Christopher Sproul, who argued for the environmental groups, contended that a stay should not be granted because the university and resource agencies have been "back and forth on the issue" for 14 years.

Laporte said that she was not inclined to stay the case, and she turned to the groups' motion for summary judgment.

Sproul said he believed that "if all the evidence is going to come in, there won't be a triable issue of fact."

"Stanford's approach relies on knocking out our evidence," he said.

But Laporte said that "there's quite a bit of debate as to who's right and who's wrong, and to causation."

"I think it's a triable issue," she said.

She noted that there are no documented California red-legged frogs in the area, and there haven't been since 2007.

"It may be global warming, it may be disease, we don't know," Laporte said. "And I think the same is true with the snake.

"Stanford has put forward evidence there, and you've put forward nothing to contradict that."

She said that the groups' offering of a "museum specimen" of the snake at issue that is "100 years old" was "extremely far-fetched."

Laporte also rejected the nonprofits' request for a preliminary injunction requiring the university to install a pipeline.

"I don't see how I could do that," she said. "There's too much permitting.
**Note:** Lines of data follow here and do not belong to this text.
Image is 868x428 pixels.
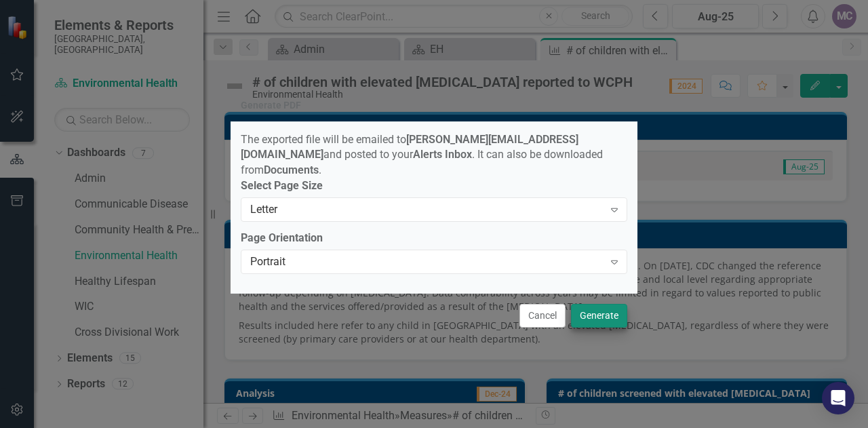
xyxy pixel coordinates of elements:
label: Page Orientation [241,230,627,246]
button: Generate [571,304,627,327]
label: Select Page Size [241,178,627,194]
div: Open Intercom Messenger [822,382,855,415]
div: Letter [250,202,603,218]
div: Generate PDF [241,100,301,110]
strong: Documents [264,163,319,177]
span: The exported file will be emailed to and posted to your . It can also be downloaded from . [241,133,603,177]
strong: [PERSON_NAME][EMAIL_ADDRESS][DOMAIN_NAME] [241,133,579,161]
div: Portrait [250,254,603,269]
button: Cancel [520,304,565,327]
strong: Alerts Inbox [413,148,472,161]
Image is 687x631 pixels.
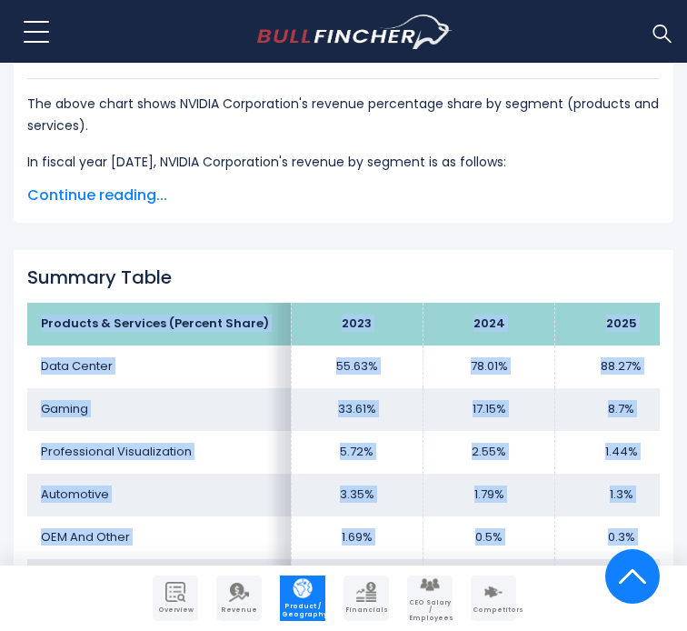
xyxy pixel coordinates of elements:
a: Company Financials [343,575,389,621]
td: 100% [423,559,555,601]
td: 78.01% [423,345,555,388]
th: 2023 [291,303,422,345]
td: 88.27% [555,345,687,388]
span: Revenue [218,606,260,613]
th: Products & Services (Percent Share) [27,303,291,345]
a: Company Product/Geography [280,575,325,621]
td: 1.69% [291,516,422,559]
a: Go to homepage [257,15,452,49]
td: Total Revenue [27,559,291,601]
td: 0.3% [555,516,687,559]
td: 8.7% [555,388,687,431]
td: 17.15% [423,388,555,431]
span: Competitors [472,606,514,613]
td: 5.72% [291,431,422,473]
span: Overview [154,606,196,613]
th: 2025 [555,303,687,345]
a: Company Revenue [216,575,262,621]
p: The above chart shows NVIDIA Corporation's revenue percentage share by segment (products and serv... [27,93,660,136]
span: CEO Salary / Employees [409,599,451,621]
p: In fiscal year [DATE], NVIDIA Corporation's revenue by segment is as follows: [27,151,660,173]
a: Company Competitors [471,575,516,621]
td: 2.55% [423,431,555,473]
th: 2024 [423,303,555,345]
span: Financials [345,606,387,613]
td: 1.44% [555,431,687,473]
span: Continue reading... [27,184,660,206]
td: Automotive [27,473,291,516]
td: 33.61% [291,388,422,431]
td: 100% [291,559,422,601]
td: Gaming [27,388,291,431]
a: Company Employees [407,575,452,621]
td: 0.5% [423,516,555,559]
td: 3.35% [291,473,422,516]
h2: Summary Table [27,266,660,288]
td: 100% [555,559,687,601]
td: 1.79% [423,473,555,516]
div: The for NVIDIA Corporation is the Data Center, which represents 88.27% of its total revenue. The ... [27,78,660,449]
td: OEM And Other [27,516,291,559]
img: bullfincher logo [257,15,452,49]
td: Data Center [27,345,291,388]
span: Product / Geography [282,602,323,618]
a: Company Overview [153,575,198,621]
td: 1.3% [555,473,687,516]
td: 55.63% [291,345,422,388]
td: Professional Visualization [27,431,291,473]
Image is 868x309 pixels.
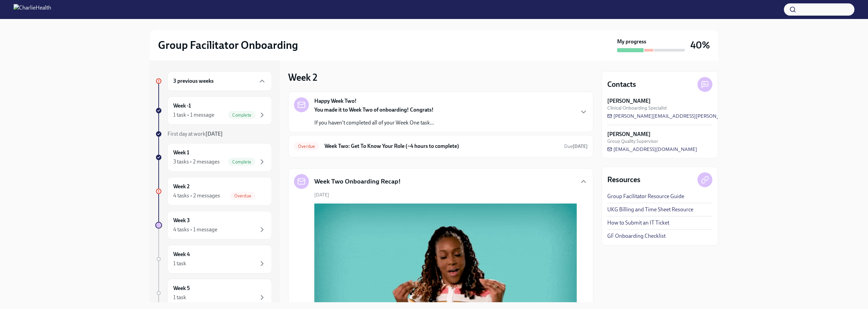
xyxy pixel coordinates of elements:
[156,130,272,138] a: First day at work[DATE]
[607,130,651,138] strong: [PERSON_NAME]
[173,102,191,110] h6: Week -1
[168,71,272,91] div: 3 previous weeks
[173,260,186,267] div: 1 task
[294,141,588,151] a: OverdueWeek Two: Get To Know Your Role (~4 hours to complete)Due[DATE]
[607,80,636,90] h4: Contacts
[617,38,647,45] strong: My progress
[607,98,651,105] strong: [PERSON_NAME]
[607,146,697,153] a: [EMAIL_ADDRESS][DOMAIN_NAME]
[315,98,357,105] strong: Happy Week Two!
[173,251,190,258] h6: Week 4
[607,193,685,200] a: Group Facilitator Resource Guide
[607,113,776,120] a: [PERSON_NAME][EMAIL_ADDRESS][PERSON_NAME][DOMAIN_NAME]
[325,143,559,150] h6: Week Two: Get To Know Your Role (~4 hours to complete)
[173,183,189,190] h6: Week 2
[156,211,272,239] a: Week 34 tasks • 1 message
[564,143,588,149] span: Due
[228,159,255,164] span: Complete
[315,119,434,126] p: If you haven't completed all of your Week One task...
[173,192,220,199] div: 4 tasks • 2 messages
[607,219,669,227] a: How to Submit an IT Ticket
[315,107,434,113] strong: You made it to Week Two of onboarding! Congrats!
[288,71,318,83] h3: Week 2
[206,130,223,137] strong: [DATE]
[228,113,255,118] span: Complete
[173,285,190,292] h6: Week 5
[607,206,693,214] a: UKG Billing and Time Sheet Resource
[156,143,272,171] a: Week 13 tasks • 2 messagesComplete
[156,177,272,206] a: Week 24 tasks • 2 messagesOverdue
[230,194,255,199] span: Overdue
[158,38,298,52] h2: Group Facilitator Onboarding
[607,138,658,145] span: Group Quality Supervisor
[315,177,401,186] h5: Week Two Onboarding Recap!
[173,111,214,119] div: 1 task • 1 message
[168,130,223,137] span: First day at work
[315,191,329,198] span: [DATE]
[607,232,666,239] a: GF Onboarding Checklist
[156,279,272,308] a: Week 51 task
[173,226,217,233] div: 4 tasks • 1 message
[607,105,667,111] span: Clinical Onboarding Specialist
[156,96,272,125] a: Week -11 task • 1 messageComplete
[14,4,51,15] img: CharlieHealth
[690,39,710,51] h3: 40%
[173,294,186,301] div: 1 task
[294,144,319,149] span: Overdue
[173,217,190,224] h6: Week 3
[173,158,220,166] div: 3 tasks • 2 messages
[573,143,588,149] strong: [DATE]
[173,149,189,156] h6: Week 1
[156,245,272,273] a: Week 41 task
[607,175,641,185] h4: Resources
[173,77,214,85] h6: 3 previous weeks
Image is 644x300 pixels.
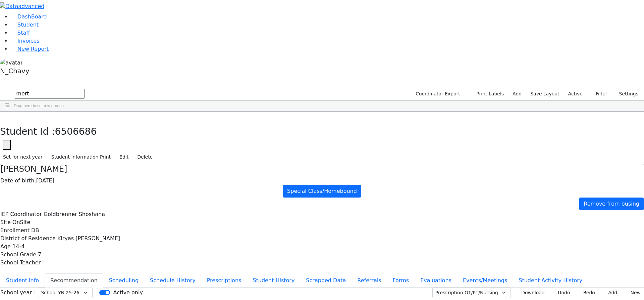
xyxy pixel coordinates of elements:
[1,289,35,296] label: School year :
[415,273,457,288] button: Evaluations
[57,235,120,242] span: Kiryas [PERSON_NAME]
[387,273,415,288] button: Forms
[610,89,642,99] button: Settings
[351,273,387,288] button: Referrals
[18,30,30,36] span: Staff
[1,243,11,250] label: Age
[15,89,84,99] input: Search
[283,185,362,197] a: Special Class/Homebound
[45,273,103,288] button: Recommendation
[44,211,105,217] span: Goldbrenner Shoshana
[576,288,598,298] button: Redo
[510,89,525,99] a: Add
[1,219,11,226] label: Site
[550,288,573,298] button: Undo
[11,14,47,20] a: DashBoard
[18,21,38,28] span: Student
[457,273,513,288] button: Events/Meetings
[565,89,586,99] label: Active
[11,45,48,52] a: New Report
[1,273,45,288] button: Student info
[300,273,351,288] button: Scrapped Data
[1,226,29,234] label: Enrollment
[1,250,36,259] label: School Grade
[18,38,40,44] span: Invoices
[513,273,588,288] button: Student Activity History
[12,219,30,226] span: OnSite
[584,201,639,207] span: Remove from busing
[12,243,25,250] span: 14-4
[587,89,610,99] button: Filter
[11,30,30,36] a: Staff
[1,177,644,185] div: [DATE]
[1,259,41,267] label: School Teacher
[144,273,201,288] button: Schedule History
[11,38,40,44] a: Invoices
[18,14,47,20] span: DashBoard
[623,288,644,298] button: New
[14,103,64,108] span: Drag here to set row groups
[134,152,156,162] button: Delete
[103,273,144,288] button: Scheduling
[116,152,132,162] button: Edit
[1,164,644,174] h4: [PERSON_NAME]
[48,152,114,162] button: Student Information Print
[31,227,39,233] span: DB
[1,234,55,243] label: District of Residence
[247,273,300,288] button: Student History
[469,89,507,99] button: Print Labels
[411,89,464,99] button: Coordinator Export
[527,89,562,99] button: Save Layout
[11,21,38,28] a: Student
[18,45,48,52] span: New Report
[55,126,97,137] span: 6506686
[38,251,41,257] span: 7
[514,288,548,298] button: Download
[113,289,143,296] label: Active only
[201,273,247,288] button: Prescriptions
[1,177,36,185] label: Date of birth:
[579,197,644,210] a: Remove from busing
[1,210,42,219] label: IEP Coordinator
[601,288,620,298] button: Add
I don't want to have Stanford pursue something that regulators won't approve."

Flanagan argued that since "we're closer to trial than we were at the beginning of this case, a preliminary injunction seems like a waste."

Near the end of the hearing Laporte seemed to be frustrated.

"I'm trying to bring an aura of reality to both sides as to what this may or may not mean," Laporte said.

Sproul pointed out that his clients "went to town with the evidence, which we hope was useful."

"It wasn't useful," Laporte said. "It was like a filibuster - the important parts get completely buried."

Laporte did not indicate when she expects to rule on the motions.